Doctoral student working on dissertation while also helping young people in her native Ukraine
Nataliia Yakushko is a student at UT, Knoxville in the in the Strategy, Entrepreneurship, and Organizations program who collected Christmas presents for the past two years and has created a coloring book and puzzles.
“I’m trying to do as much as I can,” says Nataliia Yakushko, a doctoral student in the Strategy, Entrepreneurship, and Organizations program in the Haslam College of Business at the University of Tennessee, Knoxville.
As one can imagine, the life of a graduate student is challenging enough – everything from traditional activities like attending classes, serving as a Graduate Research Assistant, and working on a dissertation. Yakushko also is part of a four-person Haslam College team that won a $200,000 grant from the National Science Foundation (NSF) to study how small business owners in Ukraine are coping amid the ongoing war there.
That study and other efforts that occupy her time beyond being just doctoral student are felt deeply by the Ukrainian native who left the country eight years ago to pursue her Master’s in Business Administration at Valdosta State University. She arrived in Knoxville in 2021 to start working on her doctorate.
As we learned during a recent interview with Yakushko, her emotions are just below the surface when she talks about all that has happened to Ukraine since Russia launched a full-scale invasion on February 24, 2022. Those emotions are particularly evident when she talks about the young people – many that are now either orphans or at least separated from their parents.
“My heart is for those kids,” she tells us. So, what does a doctoral student studying entrepreneurship do? She becomes a practitioner of the very thing she is studying.
“I made multiple trips back to Ukraine in the first year of the war,” including the 2022 Christmas season when she gathered 400 packages in her small apartment in Knoxville to take to Ukraine to provide some cheer in an otherwise dismal period for Ukrainian youth.
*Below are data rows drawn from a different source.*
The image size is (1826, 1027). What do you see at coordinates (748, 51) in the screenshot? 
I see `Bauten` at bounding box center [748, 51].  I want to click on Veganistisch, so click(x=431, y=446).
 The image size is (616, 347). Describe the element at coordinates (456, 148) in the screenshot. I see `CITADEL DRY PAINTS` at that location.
The program, which she named “Santa for a Day,” is the equivalent of the American angel tree where underprivileged kids are granted wishes to brighten their holidays. Yakushko repeated the gift gathering in 2023 and collected 800 presents – two per child – that year to take to Ukrainian kids.
During one of her many trips back to her native country, a bomb destroyed the bedroom in her sister’s apartment in Kyiv.
Her sister transitioned from being a celebrity journalist to one now reporting on the war with Russia that has entered its third year since the full-scale invasion and now a decade since Russia invaded Ukraine. As far as Yakushko’s parents, they are entrepreneurs who manage hotels in Ukraine.
Along with Anna Hutsul, Head of Operational Marketing at Solmar, she created a coloring book for Liberty Ukraine, an Austin, TX-based nonprofit, which provides inspiration to young people. All of the proceeds go directly to that organization. “It’s a way to talk to these kids,” Yakushko says.
In addition, there’s a Kickstarter campaign that just launched seeking to raise $10,000 to publish a book titled Through the Eyes of Courage. It is based on asking the children of Ukraine to tell us their stories through both pictures and words. From tales of escape and survival to reflections on loss and longing, each contribution offers a unique perspective on the crisis and its impact on individuals and families. There’s also a puzzle that she is developing, and there are two-week camps where she is helping Liberty Ukraine raise funds.
Fortunately, the NSF grant is closely aligned with her dissertation topic which is how entrepreneurs in Ukraine are dealing with the war. Others involved in that project were Haslam Professor of Entrepreneurship and Innovation Melissa Cardon, Professor David Williams, and Peter Harms, a Professor of Management at the University of Alabama in Tuscaloosa.
When Yakushko said that she did not consider herself to be an entrepreneur, we asked her to describe herself. “I’m a researcher and Ph.D. student who has a passion for resilience and compassion. I always have to do stuff and take care of people.”
Noting that she loves living in the U.S., Yakushko added, “I have so many good people around me.”
With everything she has on her plate and the approach that she has taken to helping those in Ukraine, we would certainly characterize her as a budding servant entrepreneur who devotes as much time as she can to helping others less fortunate. That is pretty special.